Re: ambiguous overload?

From:
Victor Bazarov <v.Abazarov@comAcast.net>
Newsgroups:
comp.lang.c++
Date:
Fri, 12 Dec 2008 13:42:35 -0500
Message-ID:
<ghubas$141$1@news.datemas.de>
Victor Bazarov wrote:

highegg wrote:

given the declarations
class A {};

template <class X, class T> void method (double u, T v);

template <class X> void method (double u, long v);

...

double u; long v;

Is the following call unambigous (w.r.t. C++ standard)?

method<A> (u, v);

[..]


Yes.


I meant to say it was ambiguous. If you know what part of the Draft
says the second is a better match, could you point to it, please?

 From what I figure, the first template could be more specialised than
the second because it has two types defined, not just one. However, all
the examples given in the Standard have to do with A<T*> vs A<T> (which
makes the former more specialised) and not A<T,U> vs A<T>. My
understanding of what makes templates "more specialised" can be
incorrect, so I'd appreciated somebody's explanation.

 > Since it can be either

   method<A,long>(u, v); // 'X'==A, 'T' is deduced from 'v'

or

   method<A>(u, v); // 'X'==A, single template argument

, the compiler can't decide which one you want. If you specify the type
explicitly, like this

   method<A,long>(u, v);

the ambiguity goes away since it cannot be the second template.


WHAT YOU SHOULD DO:
A faithful copy of the data, pictures omitted, is the required answer.

[Dataset rows about figures]
== Segment start ==

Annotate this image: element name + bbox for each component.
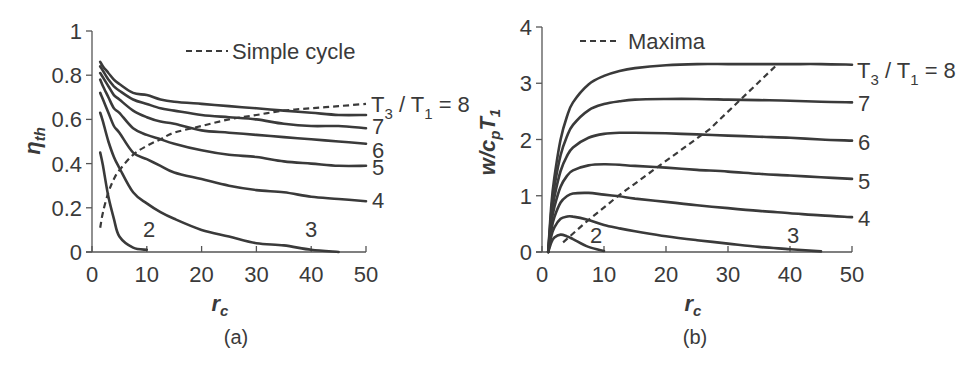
y-tick-label: 2: [520, 128, 532, 153]
x-tick-label: 30: [244, 262, 268, 287]
y-tick-label: 4: [520, 15, 532, 40]
x-tick-label: 0: [86, 262, 98, 287]
x-tick-label: 40: [778, 262, 802, 287]
panel-a-curves: [100, 62, 366, 252]
x-tick-label: 0: [536, 262, 548, 287]
x-tick-label: 50: [840, 262, 864, 287]
series-maxima: [563, 64, 778, 242]
series-t3-t1-7: [100, 66, 366, 128]
x-tick-label: 30: [716, 262, 740, 287]
panel-b-family-label: T3 / T1 = 8: [857, 58, 956, 88]
panel-b-curve-label-2: 2: [590, 223, 602, 248]
panel-b-curve-label-4: 4: [858, 206, 870, 231]
x-tick-label: 20: [189, 262, 213, 287]
panel-b-curve-label-5: 5: [858, 169, 870, 194]
figure: 00.20.40.60.8101020304050 Simple cycle T…: [0, 0, 975, 370]
panel-a-curve-label-7: 7: [372, 114, 384, 139]
panel-b-curve-label-3: 3: [787, 223, 799, 248]
y-tick-label: 0.4: [51, 152, 82, 177]
panel-a-family-label: T3 / T1 = 8: [371, 92, 470, 122]
x-tick-label: 40: [299, 262, 323, 287]
panel-b-curve-label-7: 7: [858, 91, 870, 116]
x-tick-label: 50: [354, 262, 378, 287]
y-tick-label: 0.8: [51, 63, 82, 88]
panel-a-curve-label-2: 2: [143, 217, 155, 242]
y-tick-label: 1: [520, 184, 532, 209]
y-tick-label: 0: [520, 240, 532, 265]
series-t3-t1-4: [100, 93, 366, 201]
panel-b-x-axis-title: rc: [685, 291, 703, 319]
panel-b-work-chart: 0123401020304050 Maxima T3 / T1 = 8 7 6 …: [475, 15, 956, 348]
panel-a-x-axis-title: rc: [212, 291, 230, 319]
legend-maxima-label: Maxima: [628, 29, 706, 54]
y-tick-label: 0: [70, 240, 82, 265]
legend-simple-cycle-label: Simple cycle: [232, 39, 355, 64]
panel-b-caption: (b): [683, 326, 707, 348]
y-tick-label: 1: [70, 19, 82, 44]
panel-b-axes: 0123401020304050: [520, 15, 864, 287]
series-t3-t1-5: [100, 80, 366, 166]
y-tick-label: 3: [520, 71, 532, 96]
y-tick-label: 0.2: [51, 196, 82, 221]
y-tick-label: 0.6: [51, 107, 82, 132]
series-t3-t1-2: [100, 153, 147, 250]
panel-b-y-axis-title: w/cpT1: [475, 109, 503, 175]
x-tick-label: 20: [654, 262, 678, 287]
panel-a-curve-label-3: 3: [305, 217, 317, 242]
panel-a-caption: (a): [224, 326, 248, 348]
panel-a-y-axis-title: ηth: [20, 127, 48, 155]
x-tick-label: 10: [135, 262, 159, 287]
x-tick-label: 10: [592, 262, 616, 287]
panel-a-curve-label-4: 4: [372, 188, 384, 213]
panel-a-efficiency-chart: 00.20.40.60.8101020304050 Simple cycle T…: [20, 19, 470, 348]
panel-b-curve-label-6: 6: [858, 130, 870, 155]
panel-a-curve-label-5: 5: [372, 155, 384, 180]
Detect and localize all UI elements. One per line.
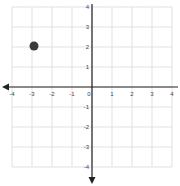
x-tick-label: 3 — [150, 91, 154, 97]
data-points — [30, 42, 39, 51]
y-tick-label: -2 — [84, 124, 90, 130]
x-tick-label: 1 — [110, 91, 114, 97]
x-tick-label: 2 — [130, 91, 134, 97]
data-point — [30, 42, 39, 51]
y-tick-label: -3 — [84, 144, 90, 150]
x-axis-arrow-icon — [2, 84, 9, 91]
y-tick-label: -4 — [84, 164, 90, 170]
x-tick-label: -3 — [29, 91, 35, 97]
x-tick-label: -4 — [9, 91, 15, 97]
y-tick-label: -1 — [84, 104, 90, 110]
x-tick-label: 0 — [87, 91, 91, 97]
y-axis-arrow-icon — [89, 177, 96, 184]
x-tick-label: -2 — [49, 91, 55, 97]
coordinate-plane: -4-3-2-1012344321-1-2-3-4 — [0, 0, 180, 186]
x-tick-label: -1 — [69, 91, 75, 97]
x-tick-label: 4 — [170, 91, 174, 97]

== Segment end ==

SOLVED EXERCISE:
Annotate this image: element name + bbox for each component.
y-tick-label: 2: [520, 128, 532, 153]
x-tick-label: 30: [244, 262, 268, 287]
y-tick-label: 4: [520, 15, 532, 40]
x-tick-label: 0: [86, 262, 98, 287]
x-tick-label: 40: [778, 262, 802, 287]
panel-a-curves: [100, 62, 366, 252]
x-tick-label: 0: [536, 262, 548, 287]
x-tick-label: 50: [840, 262, 864, 287]
series-maxima: [563, 64, 778, 242]
series-t3-t1-7: [100, 66, 366, 128]
x-tick-label: 30: [716, 262, 740, 287]
panel-b-family-label: T3 / T1 = 8: [857, 58, 956, 88]
panel-b-curve-label-2: 2: [590, 223, 602, 248]
panel-b-curve-label-4: 4: [858, 206, 870, 231]
x-tick-label: 20: [189, 262, 213, 287]
panel-b-curve-label-5: 5: [858, 169, 870, 194]
figure: 00.20.40.60.8101020304050 Simple cycle T…: [0, 0, 975, 370]
panel-a-curve-label-7: 7: [372, 114, 384, 139]
panel-b-curve-label-3: 3: [787, 223, 799, 248]
y-tick-label: 0.4: [51, 152, 82, 177]
panel-a-family-label: T3 / T1 = 8: [371, 92, 470, 122]
x-tick-label: 40: [299, 262, 323, 287]
panel-b-curve-label-7: 7: [858, 91, 870, 116]
x-tick-label: 50: [354, 262, 378, 287]
y-tick-label: 0.8: [51, 63, 82, 88]
panel-a-curve-label-2: 2: [143, 217, 155, 242]
y-tick-label: 1: [520, 184, 532, 209]
y-tick-label: 0: [520, 240, 532, 265]
series-t3-t1-4: [100, 93, 366, 201]
panel-b-x-axis-title: rc: [685, 291, 703, 319]
panel-b-work-chart: 0123401020304050 Maxima T3 / T1 = 8 7 6 …: [475, 15, 956, 348]
panel-a-x-axis-title: rc: [212, 291, 230, 319]
legend-maxima-label: Maxima: [628, 29, 706, 54]
y-tick-label: 0: [70, 240, 82, 265]
legend-simple-cycle-label: Simple cycle: [232, 39, 355, 64]
panel-b-caption: (b): [683, 326, 707, 348]
y-tick-label: 1: [70, 19, 82, 44]
panel-b-axes: 0123401020304050: [520, 15, 864, 287]
series-t3-t1-5: [100, 80, 366, 166]
y-tick-label: 3: [520, 71, 532, 96]
y-tick-label: 0.2: [51, 196, 82, 221]
y-tick-label: 0.6: [51, 107, 82, 132]
series-t3-t1-2: [100, 153, 147, 250]
panel-b-y-axis-title: w/cpT1: [475, 109, 503, 175]
x-tick-label: 20: [654, 262, 678, 287]
panel-a-curve-label-3: 3: [305, 217, 317, 242]
panel-a-caption: (a): [224, 326, 248, 348]
panel-a-y-axis-title: ηth: [20, 127, 48, 155]
x-tick-label: 10: [135, 262, 159, 287]
x-tick-label: 10: [592, 262, 616, 287]
panel-a-curve-label-4: 4: [372, 188, 384, 213]
panel-a-efficiency-chart: 00.20.40.60.8101020304050 Simple cycle T…: [20, 19, 470, 348]
panel-b-curve-label-6: 6: [858, 130, 870, 155]
panel-a-curve-label-5: 5: [372, 155, 384, 180]
Detect and localize all UI elements. One per line.
x-tick-label: 3 — [150, 91, 154, 97]
data-points — [30, 42, 39, 51]
y-tick-label: -2 — [84, 124, 90, 130]
x-tick-label: 1 — [110, 91, 114, 97]
x-tick-label: 2 — [130, 91, 134, 97]
data-point — [30, 42, 39, 51]
y-tick-label: -3 — [84, 144, 90, 150]
x-axis-arrow-icon — [2, 84, 9, 91]
y-tick-label: -4 — [84, 164, 90, 170]
x-tick-label: -3 — [29, 91, 35, 97]
x-tick-label: -4 — [9, 91, 15, 97]
y-tick-label: -1 — [84, 104, 90, 110]
x-tick-label: 0 — [87, 91, 91, 97]
y-axis-arrow-icon — [89, 177, 96, 184]
x-tick-label: -2 — [49, 91, 55, 97]
coordinate-plane: -4-3-2-1012344321-1-2-3-4 — [0, 0, 180, 186]
x-tick-label: -1 — [69, 91, 75, 97]
x-tick-label: 4 — [170, 91, 174, 97]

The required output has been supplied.